By
Amy Korst,
Andrew Brown,
Hanady Kader,
Sarah Jeglum
May 3, 2007
As it has become increasingly apparent that foreign oil will not be able to sustain domestic energy consumption in the future, scientists and foresighted politicians alike have scrambled to find viable alternatives.
Scientists have pointed to clean and renewable energy sources like bio-fuel and wind power as our best hope for environmentally safe and feasible energy production. Politicians and even celebrities have advocated reduced personal energy consumption and waste as a means of alleviating the power crunch.
While we are aware it will take more than pointing and advocacy to wean our nation from Big Oil, we believe that the nation's energy policy should be geared heavily toward renewable energy.
It's disappointing, then, to learn that the U.S. Interior Department has plans to lease millions of acres of offshore fields to major oil companies in a new expansion effort for domestic drilling.
One of the largest new plots is in Alaska's formerly protected Bristol Bay, home to some of the world's most productive salmon habitat and many marine mammals including endangered whales.
Environmental groups, including the Sierra Club, according to The Associated Press, have cited concerns about the deleterious effect of drilling on wildlife.
Beyond these immediate concerns, we must cite concerns about the apparent enthusiasm of Interior Secretary Dirk Kempthorne over the drilling expansion.
Domestic drilling is no energy solution at all. Rather, it is a delay to the inevitable end of the petroleum supply and a few more notches on the rising global thermometer — all likely at the expense of other domestic resources.
We hope Congress will move to block the proposal; otherwise drilling will begin in two months.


#### [Exercise goal]
Leaving out the images, reproduce every line of the data that follows exactly.

▬▬▬▬▬▬▬▬▬▬

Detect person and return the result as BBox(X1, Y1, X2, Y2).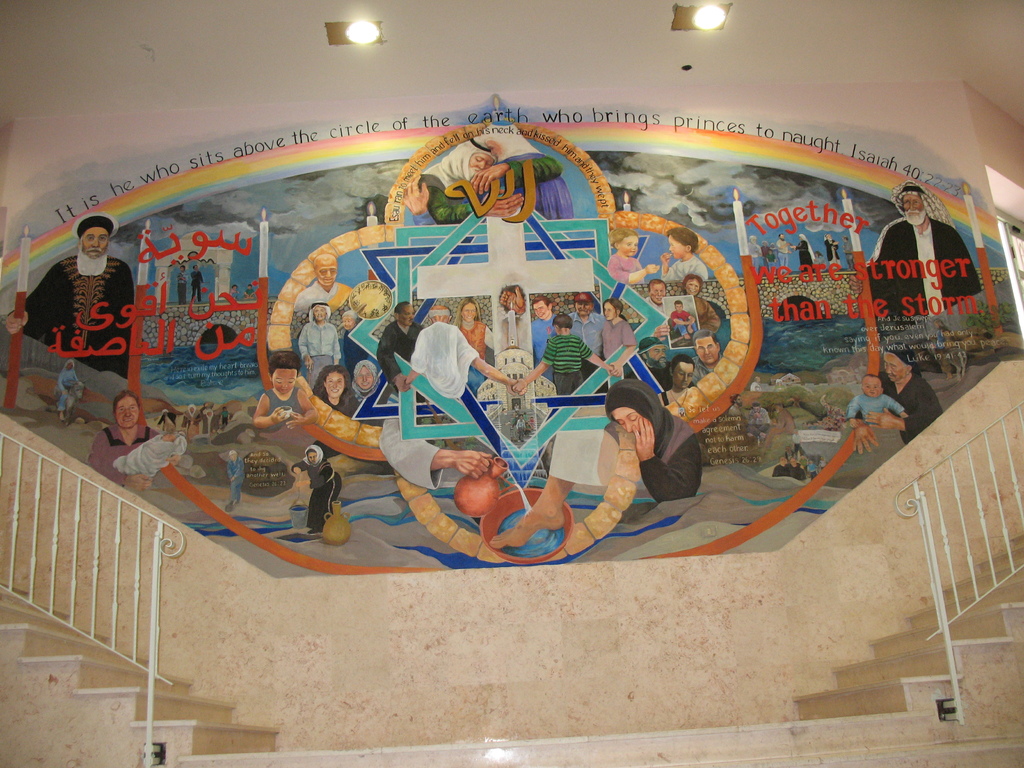
BBox(171, 260, 192, 307).
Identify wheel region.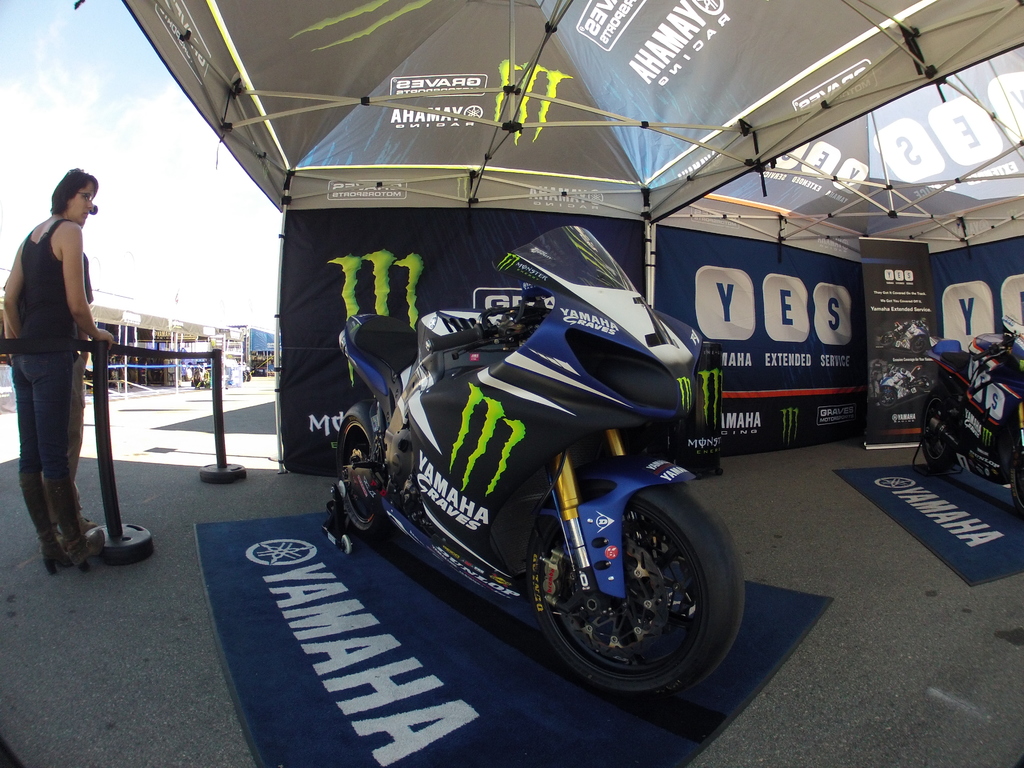
Region: x1=333, y1=399, x2=382, y2=537.
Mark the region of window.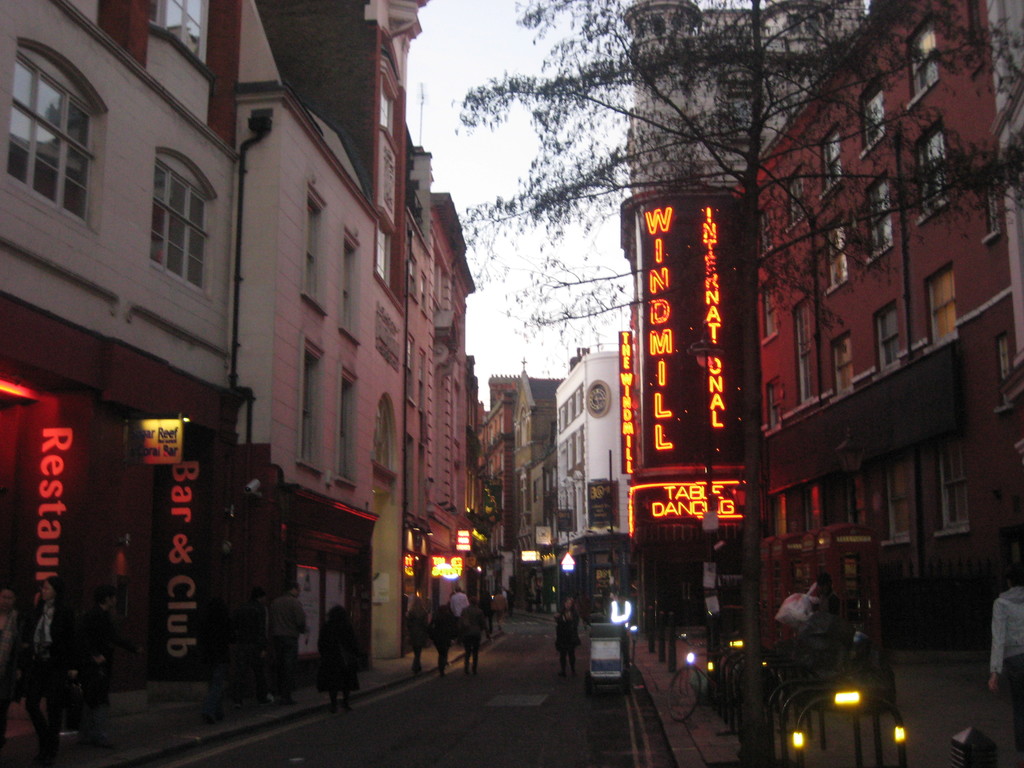
Region: BBox(824, 220, 860, 284).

▬▬▬▬▬▬▬▬▬▬

#### [Your response]
Detect person and return the result as BBox(X1, Y1, X2, Y2).
BBox(171, 260, 192, 307).
Identify wheel region.
Region: x1=333, y1=399, x2=382, y2=537.
Mark the region of window.
Region: BBox(824, 220, 860, 284).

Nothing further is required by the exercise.